Testing the Panamanian Waters
March 02, 2009
Although the Office of the U.S. Trade Representative (USTR) and other trade-related agencies have not been staffed up yet, the annual USTR report to Congress (PDF) says that they hope to move the NAFTA expansion to Panama "relatively quickly." According to Congress Daily PM:
Multinational corporations like Caterpillar, eager to bid on a massive Panama Canal widening project, support that the Panama pact, but skeptics say the country's laws lack transparency and it remains too easy for companies to use that nation as a tax shelter.
Lori Wallach, director of Public Citizen's Global Trade Watch, noted that as a senator, Obama co-sponsored legislation to crack down on overseas tax shelters that specifically listed Panama. "Having a vote on this begs the question of the wisdom of picking a big political brouhaha" while in the midst of sensitive negotiations on health care and climate change, Wallach said. "President Obama certainly doesn't want to have trade policy start with hangovers and leftovers from the Bush administration, if in fact this document represents the Obama trade policy."

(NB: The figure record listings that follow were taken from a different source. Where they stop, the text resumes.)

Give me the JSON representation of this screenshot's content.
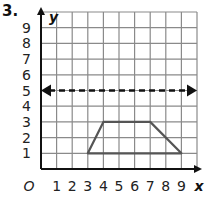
{
  "problem": {
    "number": "3."
  },
  "chart_data": {
    "type": "line",
    "title": "",
    "xlabel": "x",
    "ylabel": "y",
    "origin_label": "O",
    "xlim": [
      0,
      10
    ],
    "ylim": [
      0,
      10
    ],
    "grid": true,
    "x_ticks": [
      "1",
      "2",
      "3",
      "4",
      "5",
      "6",
      "7",
      "8",
      "9"
    ],
    "y_ticks": [
      "1",
      "2",
      "3",
      "4",
      "5",
      "6",
      "7",
      "8",
      "9"
    ],
    "series": [
      {
        "name": "trapezoid",
        "style": "solid",
        "closed": true,
        "points": [
          [
            3,
            1
          ],
          [
            4,
            3
          ],
          [
            7,
            3
          ],
          [
            9,
            1
          ]
        ]
      },
      {
        "name": "line y=5",
        "style": "dashed",
        "arrows": "both",
        "points": [
          [
            0,
            5
          ],
          [
            10,
            5
          ]
        ]
      }
    ],
    "colors": {
      "grid": "#8a8a8a",
      "axis": "#111111",
      "shape": "#555555",
      "dashed": "#111111"
    }
  }
}
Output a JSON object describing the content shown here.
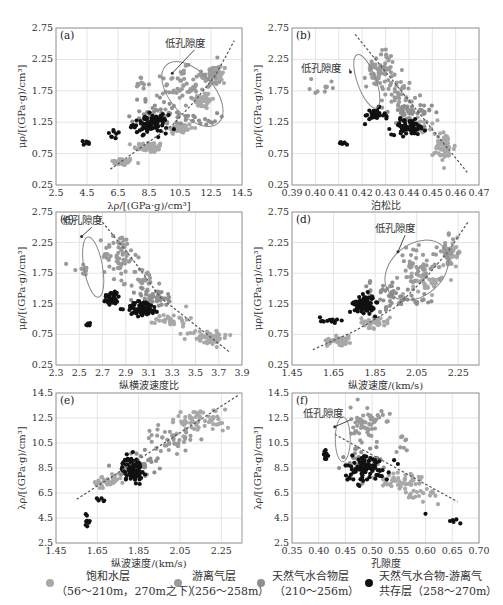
{
  "colors": {
    "saturated": "#a8a8a8",
    "free_gas": "#9a9a9a",
    "hydrate": "#8f8f8f",
    "coexist": "#111111",
    "grid": "#e4e4e4",
    "frame": "#999999",
    "trend": "#555555",
    "ellipse": "#888888"
  },
  "annotation_text": "低孔隙度",
  "chart_data": [
    {
      "id": "a",
      "type": "scatter",
      "label": "(a)",
      "box": [
        56,
        28,
        242,
        185
      ],
      "xlabel": "λρ/[(GPa·g)/cm³]",
      "ylabel": "μρ/[(GPa·g)/cm³]",
      "xlim": [
        2.5,
        14.5
      ],
      "ylim": [
        0.25,
        2.75
      ],
      "xticks": [
        "2.5",
        "4.5",
        "6.5",
        "8.5",
        "10.5",
        "12.5",
        "14.5"
      ],
      "yticks": [
        "0.25",
        "0.75",
        "1.25",
        "1.75",
        "2.25",
        "2.75"
      ],
      "grid": true,
      "trend": [
        [
          6.0,
          0.5
        ],
        [
          8.0,
          0.85
        ],
        [
          10.0,
          1.2
        ],
        [
          11.5,
          1.6
        ],
        [
          12.8,
          2.0
        ],
        [
          14.0,
          2.55
        ]
      ],
      "ellipse": {
        "cx": 11.3,
        "cy": 1.7,
        "rx": 1.4,
        "ry": 0.62,
        "rot": -42
      },
      "annotation": {
        "x": 9.5,
        "y": 2.45,
        "arrow_to": [
          10.0,
          2.03
        ]
      },
      "series": [
        {
          "name": "saturated",
          "clusters": [
            [
              6.8,
              0.62,
              0.6,
              0.05,
              40
            ],
            [
              8.5,
              0.85,
              0.8,
              0.07,
              50
            ],
            [
              10.5,
              1.15,
              0.7,
              0.08,
              45
            ],
            [
              12.0,
              1.6,
              0.5,
              0.12,
              40
            ],
            [
              13.0,
              2.0,
              0.4,
              0.15,
              30
            ]
          ]
        },
        {
          "name": "free_gas",
          "clusters": [
            [
              10.5,
              1.8,
              1.0,
              0.25,
              50
            ],
            [
              12.5,
              2.0,
              0.5,
              0.2,
              35
            ],
            [
              8.0,
              1.85,
              0.4,
              0.1,
              10
            ]
          ]
        },
        {
          "name": "hydrate",
          "clusters": [
            [
              9.0,
              1.4,
              1.4,
              0.2,
              40
            ],
            [
              11.5,
              1.3,
              1.2,
              0.08,
              20
            ]
          ]
        },
        {
          "name": "coexist",
          "clusters": [
            [
              8.6,
              1.22,
              0.9,
              0.12,
              90
            ],
            [
              4.6,
              0.92,
              0.5,
              0.03,
              6
            ],
            [
              6.3,
              1.05,
              0.4,
              0.06,
              8
            ]
          ]
        }
      ]
    },
    {
      "id": "b",
      "type": "scatter",
      "label": "(b)",
      "box": [
        292,
        28,
        479,
        185
      ],
      "xlabel": "泊松比",
      "ylabel": "μρ/[(GPa·g)/cm³]",
      "xlim": [
        0.39,
        0.47
      ],
      "ylim": [
        0.25,
        2.75
      ],
      "xticks": [
        "0.39",
        "0.40",
        "0.41",
        "0.42",
        "0.43",
        "0.44",
        "0.45",
        "0.46",
        "0.47"
      ],
      "yticks": [
        "0.25",
        "0.75",
        "1.25",
        "1.75",
        "2.25",
        "2.75"
      ],
      "grid": true,
      "trend": [
        [
          0.417,
          2.65
        ],
        [
          0.465,
          0.45
        ]
      ],
      "ellipse": {
        "cx": 0.422,
        "cy": 1.9,
        "rx": 0.004,
        "ry": 0.45,
        "rot": -20
      },
      "annotation": {
        "x": 0.394,
        "y": 2.05,
        "arrow_to": [
          0.415,
          2.05
        ]
      },
      "series": [
        {
          "name": "saturated",
          "clusters": [
            [
              0.455,
              0.85,
              0.004,
              0.2,
              60
            ],
            [
              0.445,
              1.2,
              0.004,
              0.1,
              30
            ]
          ]
        },
        {
          "name": "free_gas",
          "clusters": [
            [
              0.428,
              2.1,
              0.005,
              0.25,
              60
            ],
            [
              0.436,
              1.7,
              0.005,
              0.2,
              40
            ],
            [
              0.405,
              1.8,
              0.006,
              0.15,
              10
            ]
          ]
        },
        {
          "name": "hydrate",
          "clusters": [
            [
              0.44,
              1.4,
              0.008,
              0.12,
              40
            ]
          ]
        },
        {
          "name": "coexist",
          "clusters": [
            [
              0.44,
              1.17,
              0.006,
              0.1,
              70
            ],
            [
              0.425,
              1.35,
              0.004,
              0.1,
              30
            ],
            [
              0.412,
              0.92,
              0.002,
              0.03,
              6
            ]
          ]
        }
      ]
    },
    {
      "id": "c",
      "type": "scatter",
      "label": "(c)",
      "box": [
        56,
        212,
        242,
        365
      ],
      "xlabel": "纵横波速度比",
      "ylabel": "μρ/[(GPa·g)/cm³]",
      "xlim": [
        2.3,
        3.9
      ],
      "ylim": [
        0.25,
        2.75
      ],
      "xticks": [
        "2.3",
        "2.5",
        "2.7",
        "2.9",
        "3.1",
        "3.3",
        "3.5",
        "3.7",
        "3.9"
      ],
      "yticks": [
        "0.25",
        "0.75",
        "1.25",
        "1.75",
        "2.25",
        "2.75"
      ],
      "grid": true,
      "trend": [
        [
          2.65,
          2.7
        ],
        [
          2.95,
          2.0
        ],
        [
          3.2,
          1.35
        ],
        [
          3.5,
          0.9
        ],
        [
          3.8,
          0.45
        ]
      ],
      "ellipse": {
        "cx": 2.62,
        "cy": 1.85,
        "rx": 0.08,
        "ry": 0.5,
        "rot": -10
      },
      "annotation": {
        "x": 2.35,
        "y": 2.55,
        "arrow_to": [
          2.52,
          2.35
        ]
      },
      "series": [
        {
          "name": "saturated",
          "clusters": [
            [
              3.6,
              0.7,
              0.15,
              0.1,
              60
            ],
            [
              3.3,
              1.0,
              0.12,
              0.1,
              30
            ]
          ]
        },
        {
          "name": "free_gas",
          "clusters": [
            [
              2.85,
              2.05,
              0.12,
              0.3,
              60
            ],
            [
              3.05,
              1.6,
              0.1,
              0.2,
              30
            ],
            [
              2.5,
              1.8,
              0.08,
              0.15,
              10
            ]
          ]
        },
        {
          "name": "hydrate",
          "clusters": [
            [
              3.15,
              1.35,
              0.15,
              0.12,
              40
            ]
          ]
        },
        {
          "name": "coexist",
          "clusters": [
            [
              3.05,
              1.17,
              0.12,
              0.1,
              70
            ],
            [
              2.78,
              1.35,
              0.06,
              0.1,
              35
            ],
            [
              2.58,
              0.92,
              0.03,
              0.04,
              6
            ]
          ]
        }
      ]
    },
    {
      "id": "d",
      "type": "scatter",
      "label": "(d)",
      "box": [
        292,
        212,
        479,
        365
      ],
      "xlabel": "纵波速度/(km/s)",
      "ylabel": "μρ/[(GPa·g)/cm³]",
      "xlim": [
        1.45,
        2.35
      ],
      "ylim": [
        0.25,
        2.75
      ],
      "xticks": [
        "1.45",
        "1.65",
        "1.85",
        "2.05",
        "2.25"
      ],
      "yticks": [
        "0.25",
        "0.75",
        "1.25",
        "1.75",
        "2.25",
        "2.75"
      ],
      "grid": true,
      "trend": [
        [
          1.55,
          0.5
        ],
        [
          1.75,
          0.8
        ],
        [
          1.95,
          1.2
        ],
        [
          2.1,
          1.7
        ],
        [
          2.2,
          2.1
        ],
        [
          2.3,
          2.6
        ]
      ],
      "ellipse": {
        "cx": 2.05,
        "cy": 1.8,
        "rx": 0.17,
        "ry": 0.42,
        "rot": -40
      },
      "annotation": {
        "x": 1.85,
        "y": 2.42,
        "arrow_to": [
          1.96,
          2.1
        ]
      },
      "series": [
        {
          "name": "saturated",
          "clusters": [
            [
              1.68,
              0.65,
              0.05,
              0.06,
              50
            ],
            [
              1.85,
              0.95,
              0.06,
              0.08,
              40
            ],
            [
              2.1,
              1.6,
              0.06,
              0.15,
              40
            ],
            [
              2.22,
              2.1,
              0.04,
              0.15,
              30
            ]
          ]
        },
        {
          "name": "free_gas",
          "clusters": [
            [
              2.05,
              1.85,
              0.08,
              0.25,
              50
            ],
            [
              2.2,
              2.1,
              0.04,
              0.2,
              20
            ]
          ]
        },
        {
          "name": "hydrate",
          "clusters": [
            [
              1.9,
              1.4,
              0.1,
              0.2,
              40
            ],
            [
              2.05,
              1.3,
              0.08,
              0.1,
              15
            ]
          ]
        },
        {
          "name": "coexist",
          "clusters": [
            [
              1.8,
              1.25,
              0.04,
              0.12,
              90
            ],
            [
              1.62,
              0.98,
              0.04,
              0.06,
              12
            ]
          ]
        }
      ]
    },
    {
      "id": "e",
      "type": "scatter",
      "label": "(e)",
      "box": [
        56,
        393,
        242,
        543
      ],
      "xlabel": "纵波速度/(km/s)",
      "ylabel": "λρ/[(GPa·g)/cm³]",
      "xlim": [
        1.45,
        2.35
      ],
      "ylim": [
        2.5,
        14.5
      ],
      "xticks": [
        "1.45",
        "1.65",
        "1.85",
        "2.05",
        "2.25"
      ],
      "yticks": [
        "2.5",
        "4.5",
        "6.5",
        "8.5",
        "10.5",
        "12.5",
        "14.5"
      ],
      "grid": true,
      "trend": [
        [
          1.55,
          6.0
        ],
        [
          2.33,
          14.3
        ]
      ],
      "ellipse": null,
      "annotation": null,
      "series": [
        {
          "name": "saturated",
          "clusters": [
            [
              1.7,
              7.3,
              0.06,
              0.5,
              40
            ],
            [
              2.15,
              12.3,
              0.12,
              0.8,
              60
            ]
          ]
        },
        {
          "name": "free_gas",
          "clusters": [
            [
              2.0,
              10.8,
              0.1,
              0.8,
              40
            ]
          ]
        },
        {
          "name": "hydrate",
          "clusters": [
            [
              1.85,
              8.8,
              0.08,
              0.8,
              40
            ]
          ]
        },
        {
          "name": "coexist",
          "clusters": [
            [
              1.82,
              8.4,
              0.04,
              0.8,
              90
            ],
            [
              1.6,
              4.4,
              0.01,
              0.4,
              8
            ],
            [
              1.67,
              6.0,
              0.02,
              0.3,
              5
            ]
          ]
        }
      ]
    },
    {
      "id": "f",
      "type": "scatter",
      "label": "(f)",
      "box": [
        292,
        393,
        479,
        543
      ],
      "xlabel": "孔隙度",
      "ylabel": "λρ/[(GPa·g)/cm³]",
      "xlim": [
        0.35,
        0.7
      ],
      "ylim": [
        2.5,
        14.5
      ],
      "xticks": [
        "0.35",
        "0.40",
        "0.45",
        "0.50",
        "0.55",
        "0.60",
        "0.65",
        "0.70"
      ],
      "yticks": [
        "2.5",
        "4.5",
        "6.5",
        "8.5",
        "10.5",
        "12.5",
        "14.5"
      ],
      "grid": true,
      "trend": [
        [
          0.43,
          11.2
        ],
        [
          0.66,
          5.8
        ]
      ],
      "ellipse": {
        "cx": 0.445,
        "cy": 10.8,
        "rx": 0.014,
        "ry": 1.8,
        "rot": 0
      },
      "annotation": {
        "x": 0.37,
        "y": 12.6,
        "arrow_to": [
          0.43,
          11.8
        ]
      },
      "series": [
        {
          "name": "saturated",
          "clusters": [
            [
              0.55,
              7.4,
              0.04,
              0.8,
              50
            ],
            [
              0.6,
              6.4,
              0.03,
              0.5,
              20
            ]
          ]
        },
        {
          "name": "free_gas",
          "clusters": [
            [
              0.49,
              12.0,
              0.025,
              1.2,
              60
            ],
            [
              0.555,
              10.5,
              0.01,
              0.8,
              8
            ]
          ]
        },
        {
          "name": "hydrate",
          "clusters": [
            [
              0.48,
              9.0,
              0.03,
              1.0,
              40
            ]
          ]
        },
        {
          "name": "coexist",
          "clusters": [
            [
              0.49,
              8.5,
              0.035,
              0.9,
              90
            ],
            [
              0.41,
              9.6,
              0.01,
              0.5,
              8
            ],
            [
              0.65,
              4.2,
              0.02,
              0.2,
              5
            ],
            [
              0.6,
              4.8,
              0.005,
              0.1,
              1
            ]
          ]
        }
      ]
    }
  ],
  "legend": [
    {
      "name": "saturated",
      "line1": "饱和水层",
      "line2": "（56～210m，270m之下）"
    },
    {
      "name": "free_gas",
      "line1": "游离气层",
      "line2": "（256～258m）"
    },
    {
      "name": "hydrate",
      "line1": "天然气水合物层",
      "line2": "（210～256m）"
    },
    {
      "name": "coexist",
      "line1": "天然气水合物-游离气",
      "line2": "共存层（258～270m）"
    }
  ]
}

Lori Wallach, director of Public Citizen's Global Trade Watch, noted that as a senator, Obama co-sponsored legislation to crack down on overseas tax shelters that specifically listed Panama. "Having a vote on this begs the question of the wisdom of picking a big political brouhaha" while in the midst of sensitive negotiations on health care and climate change, Wallach said. "President Obama certainly doesn't want to have trade policy start with hangovers and leftovers from the Bush administration, if in fact this document represents the Obama trade policy."
a majority of Democratic lawmakers voted against a
similar agreement with Peru in 2007, and many may not be eager to
vote on a Bush proposal.
“It’s a political miscalculation,” Lori Wallach, president of Global Trade Watch, which has organized opposition to Nafta, Peru and other trade pacts. A vote would provoke “huge political unpleasantness,” he said...
More than 50 House members, led by Maine Democrat Mike
Michaud, sent a letter to Obama last week, urging him to tear up
all three pending trade deals.
Labor unions and many Democrats say they oppose the Colombia deal because of a history of violence against union organizers in that South American nation.